There is no postcode lottery in NHS Scotland’s hospital death rates in sharp contrast with NHS England where you might worry where you go

Professor John Robertson OBA

From Hospital Standardised Mortality Ratios, published today, the above funnel plot graph and:

For the period January 2024 to December 2024:

No hospitals had a significantly higher or lower standardised mortality ratio (SMR) than the national average.

Two hospitals had an SMR below the lower warning limit: Raigmore (0.84) and Western General (0.82).

https://www.publichealthscotland.scot/publications/hospital-standardised-mortality-ratios/hospital-standardised-mortality-ratios-january-2024-to-december-2024

In plain language, this means that all of Scotland’s had, as in previous years, roughly the same mortality ratio, the actual number of deaths divided by the number predicted by NHS statisticians, based on the varying populations they serve, in terms of age, poverty etc.

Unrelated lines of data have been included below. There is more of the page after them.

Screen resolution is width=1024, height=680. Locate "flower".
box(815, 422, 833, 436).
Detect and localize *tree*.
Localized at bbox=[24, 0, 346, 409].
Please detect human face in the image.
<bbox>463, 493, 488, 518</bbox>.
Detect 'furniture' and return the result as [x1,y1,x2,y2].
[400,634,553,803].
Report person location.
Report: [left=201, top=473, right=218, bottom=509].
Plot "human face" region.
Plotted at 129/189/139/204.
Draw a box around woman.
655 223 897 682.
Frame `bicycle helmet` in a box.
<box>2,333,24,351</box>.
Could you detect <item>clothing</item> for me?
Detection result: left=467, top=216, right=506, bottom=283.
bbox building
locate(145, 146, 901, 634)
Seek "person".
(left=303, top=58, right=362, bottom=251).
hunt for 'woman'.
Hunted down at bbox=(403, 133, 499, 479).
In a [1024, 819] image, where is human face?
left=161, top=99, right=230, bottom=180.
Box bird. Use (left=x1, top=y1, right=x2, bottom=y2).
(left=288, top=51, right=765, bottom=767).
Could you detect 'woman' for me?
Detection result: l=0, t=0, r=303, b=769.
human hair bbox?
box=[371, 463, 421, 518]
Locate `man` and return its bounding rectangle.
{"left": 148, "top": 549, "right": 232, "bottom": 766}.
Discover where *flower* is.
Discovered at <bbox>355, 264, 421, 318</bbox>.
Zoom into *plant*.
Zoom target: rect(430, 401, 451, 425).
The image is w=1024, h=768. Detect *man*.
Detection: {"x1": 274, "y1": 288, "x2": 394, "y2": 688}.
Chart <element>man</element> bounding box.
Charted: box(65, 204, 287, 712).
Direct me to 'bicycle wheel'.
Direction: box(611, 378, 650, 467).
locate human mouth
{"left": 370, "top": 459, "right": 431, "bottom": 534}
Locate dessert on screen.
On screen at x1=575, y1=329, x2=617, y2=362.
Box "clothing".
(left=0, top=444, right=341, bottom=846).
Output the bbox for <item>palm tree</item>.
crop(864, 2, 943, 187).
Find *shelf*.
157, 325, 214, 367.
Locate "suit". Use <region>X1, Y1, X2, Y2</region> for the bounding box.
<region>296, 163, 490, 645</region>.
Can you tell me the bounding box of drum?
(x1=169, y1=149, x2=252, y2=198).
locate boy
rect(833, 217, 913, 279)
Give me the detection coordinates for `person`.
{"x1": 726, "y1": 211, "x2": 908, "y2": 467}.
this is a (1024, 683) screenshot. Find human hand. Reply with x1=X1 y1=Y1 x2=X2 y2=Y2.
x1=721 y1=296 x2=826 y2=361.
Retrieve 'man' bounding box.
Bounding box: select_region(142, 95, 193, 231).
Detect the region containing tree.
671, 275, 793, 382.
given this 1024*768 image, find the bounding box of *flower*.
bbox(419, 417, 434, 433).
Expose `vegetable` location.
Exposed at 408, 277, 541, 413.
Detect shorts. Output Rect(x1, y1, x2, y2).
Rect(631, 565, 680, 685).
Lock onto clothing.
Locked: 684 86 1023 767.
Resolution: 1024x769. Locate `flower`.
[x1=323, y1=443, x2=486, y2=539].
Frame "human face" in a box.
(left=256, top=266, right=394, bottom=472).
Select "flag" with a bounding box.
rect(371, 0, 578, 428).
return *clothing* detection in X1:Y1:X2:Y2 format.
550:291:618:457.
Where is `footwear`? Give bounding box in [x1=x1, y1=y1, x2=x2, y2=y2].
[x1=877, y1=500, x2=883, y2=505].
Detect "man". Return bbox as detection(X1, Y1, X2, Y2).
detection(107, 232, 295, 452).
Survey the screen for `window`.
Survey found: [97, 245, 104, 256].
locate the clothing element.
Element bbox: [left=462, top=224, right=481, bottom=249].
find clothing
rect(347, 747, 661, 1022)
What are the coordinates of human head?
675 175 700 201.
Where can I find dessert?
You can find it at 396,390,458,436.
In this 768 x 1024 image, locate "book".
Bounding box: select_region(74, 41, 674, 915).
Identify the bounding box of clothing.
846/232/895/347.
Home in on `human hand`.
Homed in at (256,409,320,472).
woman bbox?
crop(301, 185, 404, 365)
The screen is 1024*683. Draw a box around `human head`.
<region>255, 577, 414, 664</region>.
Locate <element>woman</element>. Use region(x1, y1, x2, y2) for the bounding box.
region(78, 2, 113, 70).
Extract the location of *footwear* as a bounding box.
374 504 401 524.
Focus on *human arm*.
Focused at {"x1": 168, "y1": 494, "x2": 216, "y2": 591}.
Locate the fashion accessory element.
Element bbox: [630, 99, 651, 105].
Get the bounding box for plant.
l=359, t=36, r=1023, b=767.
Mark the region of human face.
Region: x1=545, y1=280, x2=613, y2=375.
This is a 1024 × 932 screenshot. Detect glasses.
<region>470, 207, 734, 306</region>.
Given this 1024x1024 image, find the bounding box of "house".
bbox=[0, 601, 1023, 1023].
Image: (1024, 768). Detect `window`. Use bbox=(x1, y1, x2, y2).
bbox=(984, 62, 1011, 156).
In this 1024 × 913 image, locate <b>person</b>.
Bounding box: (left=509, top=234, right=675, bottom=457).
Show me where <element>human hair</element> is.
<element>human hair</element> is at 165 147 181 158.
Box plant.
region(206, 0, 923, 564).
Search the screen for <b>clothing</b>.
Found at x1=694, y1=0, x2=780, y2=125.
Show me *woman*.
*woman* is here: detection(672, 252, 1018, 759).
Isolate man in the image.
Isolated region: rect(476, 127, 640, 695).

Those below the blue line had fewer deaths than predicted, including the often maligned by ill-informed media, Queen Elizabeth University Hospital in Glasgow (extreme right).

From a national perspective the tight clustering of the dots tells you that all of Scotland’s hospitals are safe and roughly as safe as each other. There is no postcode lottery operating here.

How does this compare with NHS England?

http://bit.ly/shmi-vis-jan24dec24

The vertical scale is different making the above look even more scattered than it is but there are signs of a postcode lottery in the contrast between the hospitals with the lowest mortality rate – 0.69 in Chelsea and Westminster – and the cluster of around 12 in other affluent areas below 0.8 with the worst rate of 1.3 in Chesterfield and a cluster of 8-14 hospitals in more deprived areas above 1.2.

In sharp contrast, all ,bar one very small hospital in Scotland at 0.66, consistently lie between 0.8 and 1.15.